At some point, Putin and his generals—defending dwindling territory inside Ukraine—could then decide that retaining a small slice of, for example, the largely Russian-speaking Donbas region equates to a “victory” they can sell to Russian citizens and Kremlin allies.

Such a contrived olive branch could finally kickstart peace negotiations. But this is only if Ukrainian president Volodymyr Zelensky—not to mention the Ukrainian people—accept losing a small amount of land (and villages) close to current Russia as the price of peace. With battlefield momentum currently behind Ukraine, that’s a big “if.”

It’s impossible to predict outcomes with any certainty. Some strategists now suggest an outright victory for Ukraine and talk of restoring the country’s borders prior to Russia’s 2014 annexation of Crimea. But it seems likely Russia will fiercely defend at last some gained territory simply to create Putin’s exit strategy—and the strategically important peninsula of Crimea, with its warm weather port on the Black Sea, could become Russia’s diplomatic red line.
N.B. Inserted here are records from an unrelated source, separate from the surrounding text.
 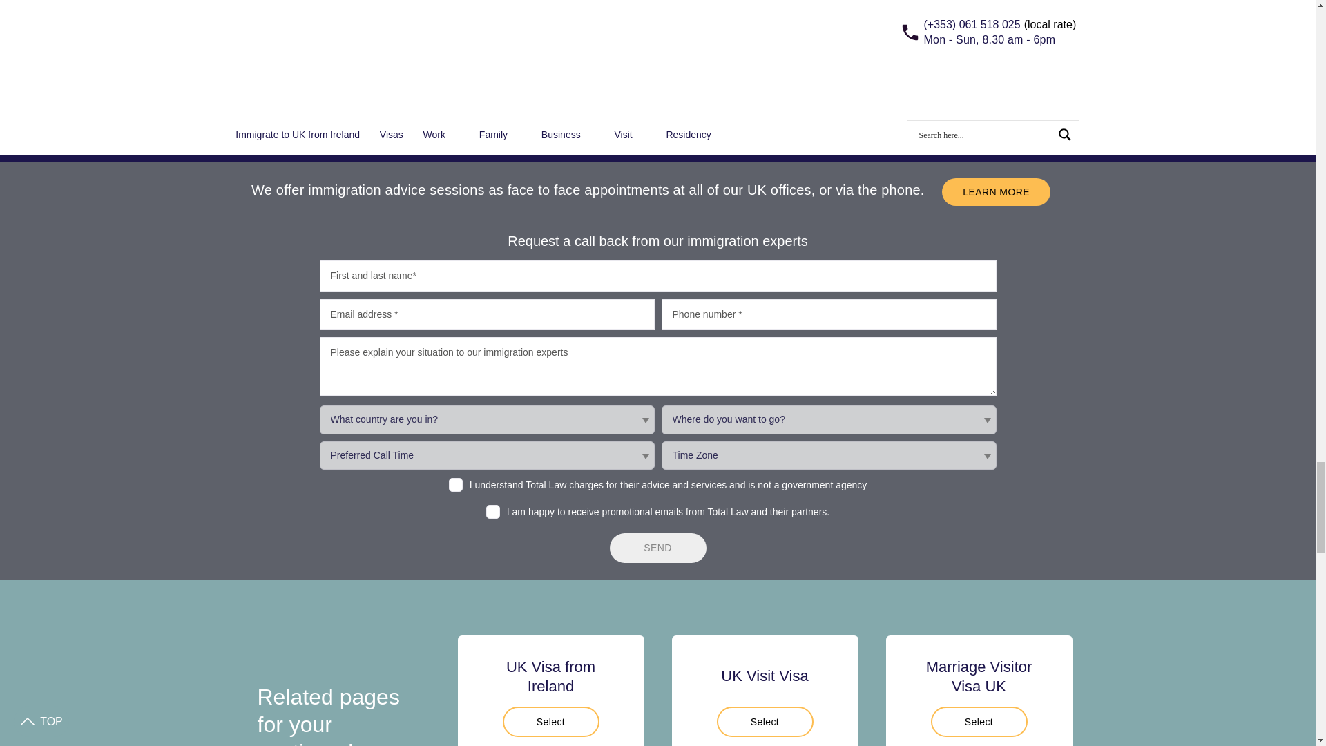 What do you see at coordinates (980, 721) in the screenshot?
I see `Read more about Marriage Visitor Visa UK` at bounding box center [980, 721].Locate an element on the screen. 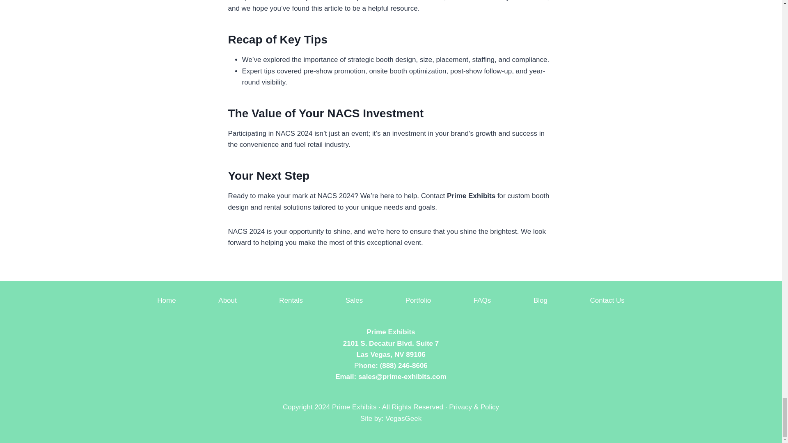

Were Putin’s face-saving scenario to play out, he would get to oversee parades in Moscow declaring his army “won” because it now occupies some heavily-shelled fields west of the previous Russian border. The Kremlin would overstate the strategic importance of such ground, claiming it has been “de-Nazified,” pushing its chest out and declaring they’ve defeated not just Ukraine but also NATO in reclaiming former Soviet territory.

Of course, the rest of the world will know better. And Ukraine’s leadership may accept Putin’s self-aggrandizement and the loss of some disputed land as the price of peace.

Before even this controversial outcome, however, it seems likely that many more soldiers on both sides—and potentially Ukrainian citizens—will be killed during a bitter winter of hostility. And that loss of life will always be the saddest fact exposing Russia’s absurd military folly.